In Auschwitz, as in all of the concentration and extermination camps in Nazi-occupied territories, hunger was chronic and ubiquitous. It was the number one reason that prisoners of Auschwitz had an average life expectancy of a few weeks or months from the time of their arrival at the camp.

Though the Nazis claimed to have an official, balanced menu for prisoners, they in fact distributed subpar food in insufficient quantities. The daily ration usually consisted of a bowl of a bitter beverage (substituting for coffee) for breakfast, a dish of thin soup made from rotten vegetables or meat at midday, and a crust of bread and a small portion of margarine before bed.

Starvation was a persistent threat, and claimed the lives of many inmates. All experienced extreme hunger, often accompanied by  crippling abdominal pain, diarrhea, and other physical and psychological effects. SS officers and guards frequently and arbitrarily punished inmates by depriving them of food altogether.

Struggle to Survive Auschwitz
Photographs stolen from the prisoners in Auschwitz. © Paweł Sawicki

Forced Labor

The gate to Auschwitz bears a now-widely familiar  inscription: Arbeit macht frei, or “Work will set you free.” Prisoners at Auschwitz were essentially forced to provide slave labor in the service of the Third Reich. People were forced to work at a frenzied pace for more than 11 hours at time with barely any rest or tools. They performed a range of demanding tasks including loading heavy materials; mining; sorting the belongings that had been robbed from people upon their arrival at Auschwitz; producing chemicals, weapons, and fuel; and building infrastructures.

Other forced labor was mandated in the direct of service of the Nazis’ genocidal ambition. To hide the evidence of their massacres, after the SS had gassed people with Zyklon B, they made their own prisoners (assigned to the Sonderkommandos and the crematoria) burn the bodies of hundreds of thousands of their fellow inmates, some of whom they recognized as family members, friends, or acquaintances.

The goals of hard labor were the extermination of Jewish people and others whom the Nazis targeted, and the support of the Third Reich’s war effort.

There were armed guards to prevent us from running away. We couldn’t speak much. If we spoke and the guards saw us, we got beaten up. We only were allowed to work.”

—Joseph Stanley, Holocaust survivor

Involving Private Companies

As World War II wore on, the SS arranged to “rent” the labor of people interned in Auschwitz to private companies. These companies paid a nominal fee to the Third Reich in exchange for what was essentially a slave labor force.

Prisoners who were made to work in the service of this project were mistreated and physically, mentally, and emotionally abused. They were exploited without reprieve or protection. Deaths resulting from extreme fatigue or work accidents were commonplace.
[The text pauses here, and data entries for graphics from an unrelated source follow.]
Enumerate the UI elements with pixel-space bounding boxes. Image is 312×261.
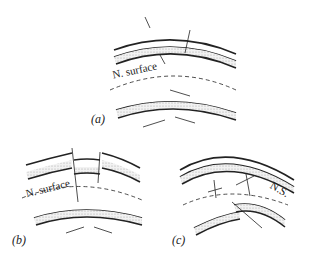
panel-b-lower-layers bbox=[34, 210, 142, 233]
panel-c-neutral-surface bbox=[183, 194, 288, 205]
panel-c-lower-layers bbox=[194, 202, 285, 235]
panel-a-lower-layers bbox=[116, 90, 236, 127]
panel-c-label: (c) bbox=[172, 233, 185, 248]
fold-diagram bbox=[0, 0, 312, 261]
panel-a-neutral-surface bbox=[110, 76, 236, 90]
panel-b-label: (b) bbox=[12, 233, 26, 248]
panel-a-upper-layers bbox=[114, 17, 236, 68]
panel-a-label: (a) bbox=[91, 112, 105, 127]
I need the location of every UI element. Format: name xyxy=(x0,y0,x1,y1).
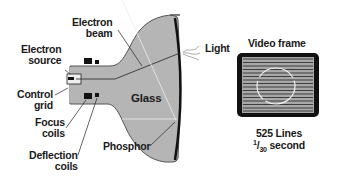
focus-coil-bottom xyxy=(84,93,92,99)
deflection-coil-top xyxy=(95,60,99,64)
deflection-coil-bottom xyxy=(95,93,99,97)
label-line: coils xyxy=(35,128,65,139)
label-glass: Glass xyxy=(131,93,161,104)
label-electron-beam: Electron beam xyxy=(72,17,112,39)
label-line: grid xyxy=(17,100,53,111)
cathode xyxy=(68,77,74,80)
label-light: Light xyxy=(205,43,230,54)
label-focus-coils: Focus coils xyxy=(35,117,65,139)
label-line: source xyxy=(21,55,61,66)
time-denominator: 30 xyxy=(259,146,266,153)
label-phosphor: Phosphor xyxy=(103,141,150,152)
time-unit: second xyxy=(269,139,305,151)
label-electron-source: Electron source xyxy=(21,44,61,66)
label-control-grid: Control grid xyxy=(17,89,53,111)
label-line: coils xyxy=(29,161,78,172)
video-frame-graphic xyxy=(237,53,319,117)
video-frame-title: Video frame xyxy=(248,38,306,49)
light-rays xyxy=(183,46,200,60)
label-deflection-coils: Deflection coils xyxy=(29,150,78,172)
focus-coil-top xyxy=(84,58,92,64)
video-frame-lines: 525 Lines xyxy=(252,128,306,139)
time-numerator: 1 xyxy=(253,139,257,146)
label-line: beam xyxy=(72,28,112,39)
video-frame-time: 1/30 second xyxy=(248,140,310,151)
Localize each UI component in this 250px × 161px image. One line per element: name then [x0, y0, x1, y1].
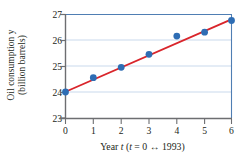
- x-tick-label-2: 2: [113, 126, 129, 136]
- x-tick-label-4: 4: [169, 126, 185, 136]
- x-tick-label-1: 1: [85, 126, 101, 136]
- x-tick-label-6: 6: [224, 126, 240, 136]
- x-tick-label-0: 0: [58, 126, 74, 136]
- x-axis-tick-labels: 0 1 2 3 4 5 6: [0, 0, 250, 161]
- x-axis-title: Year t (t = 0 ↔ 1993): [40, 141, 245, 152]
- x-axis-title-suffix: = 0 ↔ 1993): [132, 141, 185, 152]
- x-tick-label-3: 3: [141, 126, 157, 136]
- chart-figure: Oil consumption y (billion barrels) 27 2…: [0, 0, 250, 161]
- x-axis-title-prefix: Year: [100, 141, 121, 152]
- x-tick-label-5: 5: [197, 126, 213, 136]
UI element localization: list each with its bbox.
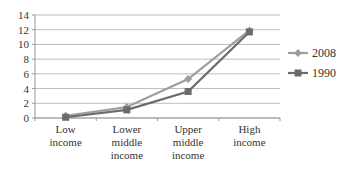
x-category-label: Uppermiddleincome — [172, 123, 204, 161]
line-chart: 02468101214 LowincomeLowermiddleincomeUp… — [0, 0, 350, 169]
y-tick-label: 10 — [18, 38, 30, 50]
legend-label: 1990 — [312, 66, 336, 80]
x-category-label: Lowincome — [49, 123, 81, 148]
y-tick-label: 2 — [24, 97, 30, 109]
y-tick-label: 0 — [24, 112, 30, 124]
legend-square-icon — [295, 70, 302, 77]
square-marker-icon — [246, 28, 253, 35]
y-axis-ticks: 02468101214 — [18, 9, 35, 124]
y-tick-label: 14 — [18, 9, 30, 21]
gridlines — [35, 15, 280, 118]
y-tick-label: 6 — [24, 68, 30, 80]
legend-diamond-icon — [294, 49, 302, 57]
y-tick-label: 8 — [24, 53, 30, 65]
y-tick-label: 12 — [18, 24, 29, 36]
square-marker-icon — [62, 114, 69, 121]
legend: 20081990 — [288, 46, 336, 80]
y-tick-label: 4 — [24, 83, 30, 95]
legend-label: 2008 — [312, 46, 336, 60]
square-marker-icon — [123, 106, 130, 113]
x-category-label: Lowermiddleincome — [111, 123, 143, 161]
x-category-label: Highincome — [233, 123, 265, 148]
x-axis: LowincomeLowermiddleincomeUppermiddleinc… — [35, 118, 280, 161]
square-marker-icon — [185, 88, 192, 95]
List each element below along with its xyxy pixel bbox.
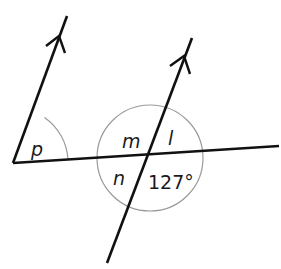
label-p: p: [30, 138, 43, 160]
right-parallel-line: [107, 38, 192, 263]
label-l: l: [168, 127, 174, 149]
label-n: n: [113, 167, 125, 189]
intersection-angle-circle: [97, 105, 203, 211]
angle-p-arc: [45, 118, 69, 160]
label-m: m: [122, 130, 141, 152]
label-127-degrees: 127°: [148, 171, 194, 193]
angle-diagram: p m l n 127°: [0, 0, 281, 269]
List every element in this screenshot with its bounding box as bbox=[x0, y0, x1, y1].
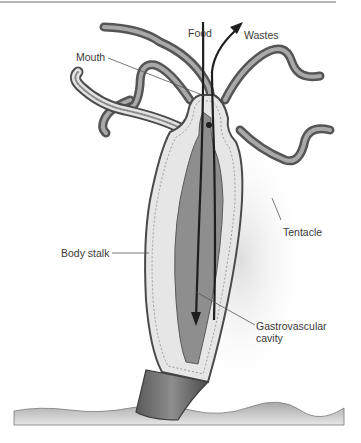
label-gastrovascular-line2: cavity bbox=[256, 332, 327, 344]
label-mouth: Mouth bbox=[76, 51, 105, 63]
label-food: Food bbox=[188, 27, 212, 39]
label-body-stalk: Body stalk bbox=[61, 247, 109, 259]
label-tentacle: Tentacle bbox=[283, 226, 322, 238]
label-gastrovascular: Gastrovascular cavity bbox=[256, 320, 327, 344]
wastes-arrowhead-icon bbox=[230, 22, 243, 34]
label-gastrovascular-line1: Gastrovascular bbox=[256, 320, 327, 332]
mouth-dot bbox=[206, 122, 212, 128]
hydra-illustration bbox=[0, 0, 361, 443]
label-wastes: Wastes bbox=[244, 29, 279, 41]
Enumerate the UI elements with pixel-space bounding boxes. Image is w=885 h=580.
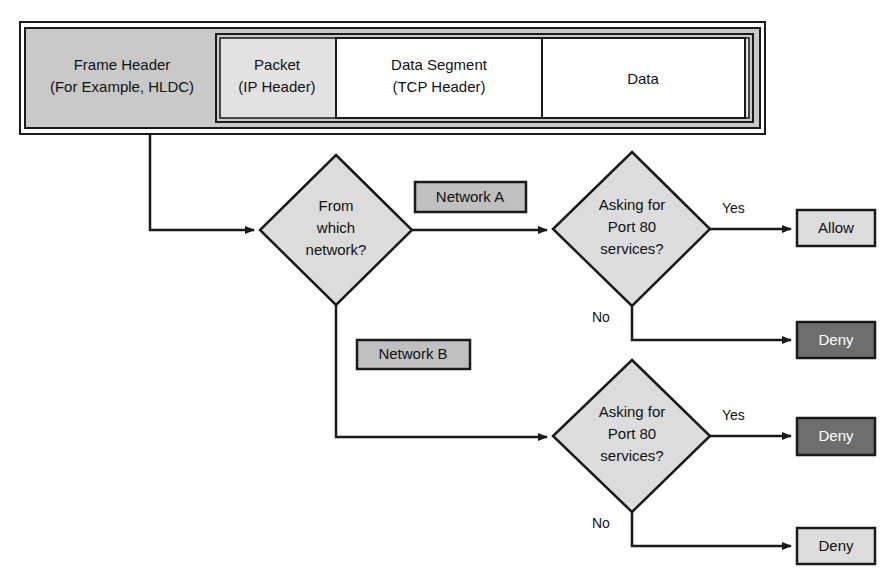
label-yes-bottom: Yes	[722, 407, 745, 423]
packet-line2: (IP Header)	[238, 78, 315, 95]
decision-port-top-line1: Asking for	[599, 196, 666, 213]
decision-network-line1: From	[319, 197, 354, 214]
decision-port-bottom: Asking for Port 80 services?	[553, 360, 710, 512]
frame-structure: Frame Header (For Example, HLDC) Packet …	[20, 22, 765, 134]
edge-no-bottom	[632, 512, 791, 546]
label-network-a-text: Network A	[436, 188, 504, 205]
label-yes-top: Yes	[722, 200, 745, 216]
label-network-b: Network B	[357, 340, 470, 369]
edge-no-top	[632, 306, 791, 340]
decision-port-top-line2: Port 80	[608, 218, 656, 235]
edge-network-b	[336, 305, 547, 437]
decision-port-top: Asking for Port 80 services?	[553, 152, 710, 306]
decision-port-bottom-line2: Port 80	[608, 425, 656, 442]
edge-frame-to-network	[150, 134, 254, 230]
decision-port-top-line3: services?	[600, 240, 663, 257]
decision-port-bottom-line1: Asking for	[599, 403, 666, 420]
result-deny-bottom: Deny	[797, 528, 875, 564]
decision-network-line2: which	[316, 219, 355, 236]
flowchart-svg: Frame Header (For Example, HLDC) Packet …	[0, 0, 885, 580]
result-deny-mid: Deny	[797, 418, 875, 455]
packet-line1: Packet	[254, 56, 301, 73]
diagram-canvas: Frame Header (For Example, HLDC) Packet …	[0, 0, 885, 580]
result-deny-top: Deny	[797, 322, 875, 358]
label-network-a: Network A	[415, 182, 526, 212]
segment-line1: Data Segment	[391, 56, 488, 73]
decision-port-bottom-line3: services?	[600, 447, 663, 464]
data-cell: Data	[627, 70, 659, 87]
label-no-top: No	[592, 309, 610, 325]
label-no-bottom: No	[592, 515, 610, 531]
frame-header-line1: Frame Header	[74, 56, 171, 73]
segment-line2: (TCP Header)	[392, 78, 485, 95]
result-deny-mid-text: Deny	[818, 427, 854, 444]
decision-network: From which network?	[260, 155, 412, 305]
result-allow-top-text: Allow	[818, 219, 854, 236]
frame-header-line2: (For Example, HLDC)	[50, 78, 194, 95]
label-network-b-text: Network B	[378, 345, 447, 362]
data-line1: Data	[627, 70, 659, 87]
result-deny-top-text: Deny	[818, 331, 854, 348]
result-allow-top: Allow	[797, 210, 875, 246]
result-deny-bottom-text: Deny	[818, 537, 854, 554]
decision-network-line3: network?	[306, 241, 367, 258]
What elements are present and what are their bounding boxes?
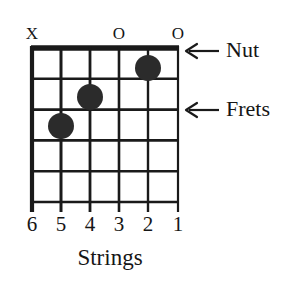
string-marker-muted-6: X: [26, 25, 38, 42]
finger-dot-string4-fret2: [77, 84, 103, 110]
string-marker-open-1: O: [172, 25, 184, 42]
string-number-2: 2: [143, 214, 154, 235]
fret-lines-group: [32, 79, 178, 202]
finger-dot-string2-fret1: [135, 55, 161, 81]
frets-callout-arrow: [186, 103, 219, 117]
nut-callout-arrow: [186, 44, 219, 58]
string-number-4: 4: [85, 214, 96, 235]
string-marker-open-3: O: [113, 25, 125, 42]
finger-dot-string5-fret3: [48, 113, 74, 139]
chord-diagram: X O O 6 5 4 3 2 1 Strings Nut Frets: [0, 0, 295, 284]
strings-axis-caption: Strings: [77, 246, 142, 269]
string-number-5: 5: [56, 214, 67, 235]
finger-dots-group: [48, 55, 161, 139]
string-number-3: 3: [114, 214, 125, 235]
string-number-6: 6: [27, 214, 38, 235]
nut-callout-label: Nut: [226, 39, 259, 61]
frets-callout-label: Frets: [226, 98, 270, 120]
string-number-1: 1: [173, 214, 184, 235]
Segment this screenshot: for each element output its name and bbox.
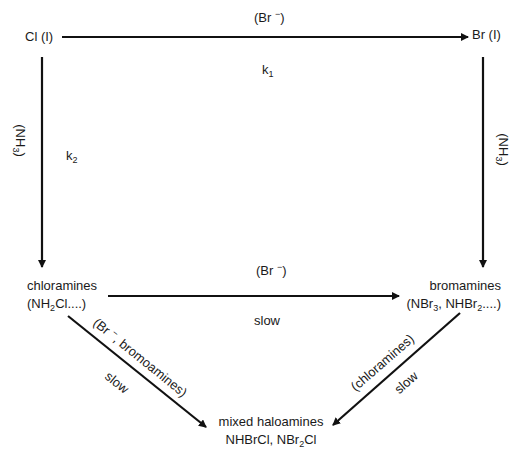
node-mixed-haloamines: mixed haloamines NHBrCl, NBr2Cl	[212, 413, 330, 449]
bromamines-formula: (NBr3, NHBr2....)	[406, 295, 501, 313]
node-bromamines: bromamines (NBr3, NHBr2....)	[406, 277, 501, 313]
label-cl-to-br-reagent: (Br −)	[254, 10, 285, 25]
label-chloramines-to-bromamines-reagent: (Br −)	[256, 263, 287, 278]
label-k1: k1	[262, 62, 274, 77]
label-cl-to-chloramines-reagent: (NH3)	[13, 124, 28, 156]
node-cl-label: Cl (I)	[25, 29, 53, 44]
node-br-label: Br (I)	[472, 27, 501, 42]
mixed-title: mixed haloamines	[212, 413, 330, 431]
label-k2: k2	[66, 148, 78, 163]
node-cl-i: Cl (I)	[25, 28, 53, 46]
chloramines-title: chloramines	[27, 277, 97, 295]
bromamines-title: bromamines	[406, 277, 501, 295]
node-br-i: Br (I)	[472, 26, 501, 44]
arrow-bromamines-to-mixed	[333, 313, 460, 425]
label-chloramines-to-bromamines-speed: slow	[254, 313, 280, 328]
mixed-formula: NHBrCl, NBr2Cl	[212, 431, 330, 449]
label-br-to-bromamines-reagent: (NH3)	[496, 133, 511, 165]
node-chloramines: chloramines (NH2Cl....)	[27, 277, 97, 313]
arrow-chloramines-to-mixed	[68, 316, 206, 427]
chloramines-formula: (NH2Cl....)	[27, 295, 97, 313]
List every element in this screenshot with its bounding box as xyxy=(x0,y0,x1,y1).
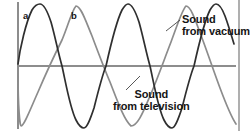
waveform-figure: a b Sound from vacuum Sound from televis… xyxy=(0,0,250,131)
callout-television-line-2: from television xyxy=(113,101,190,113)
wave-label-a: a xyxy=(23,11,28,21)
callout-sound-from-vacuum: Sound from vacuum xyxy=(182,14,250,37)
callout-television-line-1: Sound xyxy=(135,88,169,100)
callout-vacuum-line-1: Sound xyxy=(182,13,216,25)
callout-vacuum-line-2: from vacuum xyxy=(182,26,250,38)
wave-label-b: b xyxy=(71,11,77,21)
callout-sound-from-television: Sound from television xyxy=(113,89,190,112)
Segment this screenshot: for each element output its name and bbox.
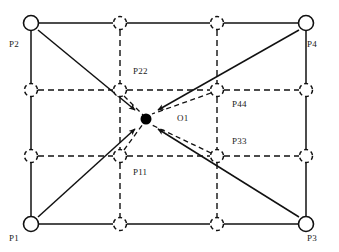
center-point-o1[interactable] <box>141 114 152 125</box>
node-p33-circle[interactable] <box>211 150 224 163</box>
diagram-svg <box>0 0 339 252</box>
node-p22-circle[interactable] <box>114 84 127 97</box>
label-o1: O1 <box>177 114 188 123</box>
arrow-p3-to-center <box>158 129 299 217</box>
node-p2-circle[interactable] <box>24 16 39 31</box>
label-p1: P1 <box>9 234 19 243</box>
node-p1-circle[interactable] <box>24 217 39 232</box>
arrow-p4-to-center <box>158 30 299 110</box>
node-p4-circle[interactable] <box>299 16 314 31</box>
corner-arrows <box>38 30 299 217</box>
outer-rectangle <box>31 23 306 224</box>
node-edge-bottom-left-circle[interactable] <box>114 218 127 231</box>
node-edge-right-lower-circle[interactable] <box>300 150 313 163</box>
label-p3: P3 <box>307 234 317 243</box>
label-p22: P22 <box>133 67 148 76</box>
label-p2: P2 <box>9 40 19 49</box>
connector-p33-to-center <box>152 125 211 153</box>
label-p33: P33 <box>232 137 247 146</box>
connector-p22-to-center <box>124 96 143 115</box>
inner-dashed-connectors <box>124 93 211 153</box>
diagram-canvas: P2 P4 P1 P3 P22 P44 P33 P11 O1 <box>0 0 339 252</box>
inner-dashed-grid <box>38 30 299 217</box>
node-edge-bottom-right-circle[interactable] <box>211 218 224 231</box>
label-p44: P44 <box>232 100 247 109</box>
node-edge-left-lower-circle[interactable] <box>25 150 38 163</box>
node-edge-left-upper-circle[interactable] <box>25 84 38 97</box>
label-p11: P11 <box>133 168 147 177</box>
label-p4: P4 <box>307 40 317 49</box>
node-p3-circle[interactable] <box>299 217 314 232</box>
node-p11-circle[interactable] <box>114 150 127 163</box>
node-p44-circle[interactable] <box>211 84 224 97</box>
node-edge-top-right-circle[interactable] <box>211 17 224 30</box>
node-edge-top-left-circle[interactable] <box>114 17 127 30</box>
node-edge-right-upper-circle[interactable] <box>300 84 313 97</box>
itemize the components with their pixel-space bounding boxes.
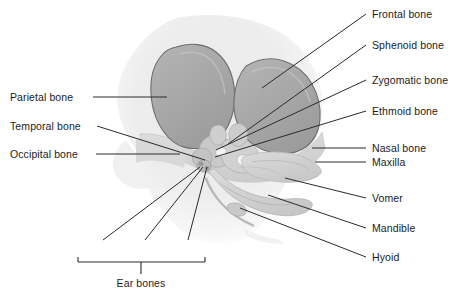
label-mandible: Mandible: [372, 222, 415, 234]
leader-incus: [145, 167, 203, 240]
label-frontal: Frontal bone: [372, 8, 432, 20]
leader-frontal: [262, 14, 366, 88]
leader-temporal: [97, 126, 205, 160]
label-sphenoid: Sphenoid bone: [372, 39, 444, 51]
label-occipital: Occipital bone: [10, 148, 78, 160]
leader-malleus: [188, 167, 207, 240]
label-nasal: Nasal bone: [372, 142, 426, 154]
leader-lines: [93, 14, 366, 257]
label-parietal: Parietal bone: [10, 91, 73, 103]
label-ethmoid: Ethmoid bone: [372, 105, 438, 117]
leader-zygomatic: [216, 80, 366, 150]
label-vomer: Vomer: [372, 192, 403, 204]
leader-sphenoid: [228, 45, 366, 144]
leader-ethmoid: [215, 111, 366, 157]
label-zygomatic: Zygomatic bone: [372, 74, 448, 86]
label-temporal: Temporal bone: [10, 120, 81, 132]
leader-stapes: [103, 167, 200, 240]
leader-vomer: [285, 178, 366, 198]
ear-bones-group-label: Ear bones: [117, 277, 166, 289]
leader-hyoid: [240, 208, 366, 257]
label-maxilla: Maxilla: [372, 156, 405, 168]
leader-mandible: [268, 195, 366, 228]
label-hyoid: Hyoid: [372, 251, 399, 263]
skull-anatomy-figure: Parietal boneTemporal boneOccipital bone…: [0, 0, 450, 293]
ear-bones-bracket: [78, 257, 205, 274]
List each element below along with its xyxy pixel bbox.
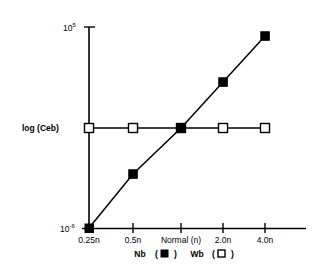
legend-entry-nb-close-paren: ) — [174, 249, 177, 259]
chart-canvas: 105 10-6 log (Ceb) 0.25n 0.5n Normal (n)… — [0, 0, 320, 267]
data-point-wb-1 — [129, 124, 138, 133]
y-axis-title: log (Ceb) — [22, 123, 59, 133]
legend-open-square-icon — [218, 250, 225, 257]
data-point-nb-4 — [261, 32, 270, 41]
legend-entry-nb-label: Nb — [134, 249, 145, 259]
data-point-wb-3 — [219, 124, 228, 133]
x-tick-label-0: 0.25n — [78, 235, 100, 245]
data-point-nb-0 — [85, 224, 94, 233]
x-tick-label-2: Normal (n) — [161, 235, 201, 245]
legend-filled-square-icon — [161, 250, 168, 257]
data-point-wb-4 — [261, 124, 270, 133]
x-tick-label-4: 4.0n — [257, 235, 274, 245]
y-axis-max-base: 10 — [63, 23, 73, 33]
data-point-nb-2 — [177, 124, 186, 133]
chart-background — [0, 0, 320, 267]
chart-figure: 105 10-6 log (Ceb) 0.25n 0.5n Normal (n)… — [0, 0, 320, 267]
y-axis-min-exponent: -6 — [69, 223, 75, 229]
legend-entry-wb-open-paren: ( — [212, 249, 215, 259]
y-axis-min-base: 10 — [60, 224, 70, 234]
legend-entry-wb-close-paren: ) — [231, 249, 234, 259]
x-tick-label-1: 0.5n — [125, 235, 142, 245]
data-point-nb-3 — [219, 78, 228, 87]
data-point-wb-0 — [85, 124, 94, 133]
legend-entry-wb-label: Wb — [190, 249, 203, 259]
x-tick-label-3: 2.0n — [215, 235, 232, 245]
legend-entry-nb-open-paren: ( — [155, 249, 158, 259]
data-point-nb-1 — [129, 170, 138, 179]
As deportatons to Auschwitz continued, “replacement” workers poured into the camp.

Medical Experiments

Gruesome and unimaginably cruel pseudo-scientific medical experiments were conducted on inmates of Auschwitz. Prominent Nazi doctors including Josef Mengele, Horst Schumann, and Carl Clauberg subjected thousands of people to painful, horrific, and deadly experiments. As Nazi ideology considered these “test subjects” inhuman, they were exempt from ethical concern.